Chapter four of Ursula K. Le Guin’s Steering the Craft is on repetition, but I’ve not much to say on that one–rather am skipping right to the brief chapter five on “Adjective and Adverb.” What I loved was this:
“Somehow” is a weasel word; it means the author didn’t want to bother thinking out the story–“Somehow she just knew….” “Somehow they made it to the asteroid….” When I teach science fiction and fantasy writing I ban the word. Nothing can happen “somehow.”
I’m positive that somewhere in something I’ve written, I’ve used somehow. My task now is to seek it out and rewrite.
Keeping in line with my F. Scott Fitzgerald obsession of late, I finished reading This Side of Paradise yesterday (from the Library of America edition of Novels and Stories 1920-1922). Of course, I loved this portrait of the artist as a young man (though not as much as Gatsby or Tender is the Night)–and was tickled in reading how closely Fitzgerald’s own chronology fits that of Amory Blaine, the protagonist. Here’s just at taste:
Amory spent nearly two years in Minneapolis. The first winter he wore moccasins that were born yellow, but after many applications of oil and dirt assumed their mature color, a dirty, greenish brown; he wore a gray plaid mackinaw coat, and a red toboggan cap. His dog, Count Del Monte, ate the red cap, so his uncle gave him a gray one that pulled down over his face. The trouble with this one was that you breathed into it and your breath froze; one day the darn thing froze his cheek. He rubbed snow on his cheek, but it turned bluish-black just the same.
Chapter three of Ursula K. Le Guin’s Steering the Craft is devoted to sentence length and complex syntax. She says, wisely:
Rhythm is what keeps the song going, the horse galloping, the story moving. Sentence length has a lot to do with the rhythm of prose. So an important aspect of the narrative sentence is–prosaically–its length.
And then there is this bit which is pure gold:
When Henry James began dictating his novels to a secretary, his tendency to qualify and parenthesize and embed clause within clause got out of hand, clogging the narrative flow and making his prose totter on the edge of self-parody.

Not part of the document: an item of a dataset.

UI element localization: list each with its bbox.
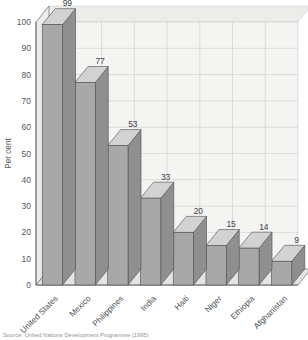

Listening with a careful ear to one’s prose isn’t the same thing as falling in love with the sound of one’s voice.
Last night, Allen and I watched–well, watched is being generous, really–let’s say instead that we fast forwarded through the latest version of King Kong, and somewhere in the middle of the scene when the dinosaurs, and Naomi Watts, and King Kong were flailing around in the vines before they tumbled to the ground, Allen dubbed the ape, “Kong ex machina.”
I’m not sure I need to say much more about this film than I have said above.
My favorite part of the second chapter of Ursula K. Le Guin’s Steering the Craft is her “opinion piece” (i.e. rant) on “Grammatical Correctness.” Here’s just a bit of it:
I detest the self-righteous tones of those who sneer at other people’s speech, and I distrust their motives. But I have to walk a razor’s edge here in this book, because the fact is that “incorrect” usage, in written prose, unless part of a conscious, consistent dialect voice, is disastrous. It can invalidate a whole piece. How can a reader trust a writer who seems to be ignorant of the medium she works in?
The first chapter of Ursula K. Le Guin’s Steering the Craft is about the sound of writing. I very much liked this quote:
A good reader has a mind’s ear. Though we read most of our narratives in silence, a keen inner ear does hear them. Dull, choppy, droning, jerky, feeble: these are faults in the sound of prose, though we may not know we hear them as we read. Lively, well-paced, flowing, strong, beautiful: these are all qualities of the sound of prose, and we rejoice in them as we read. And so good writers train their mind’s ear to listen to their prose–to hear as they write.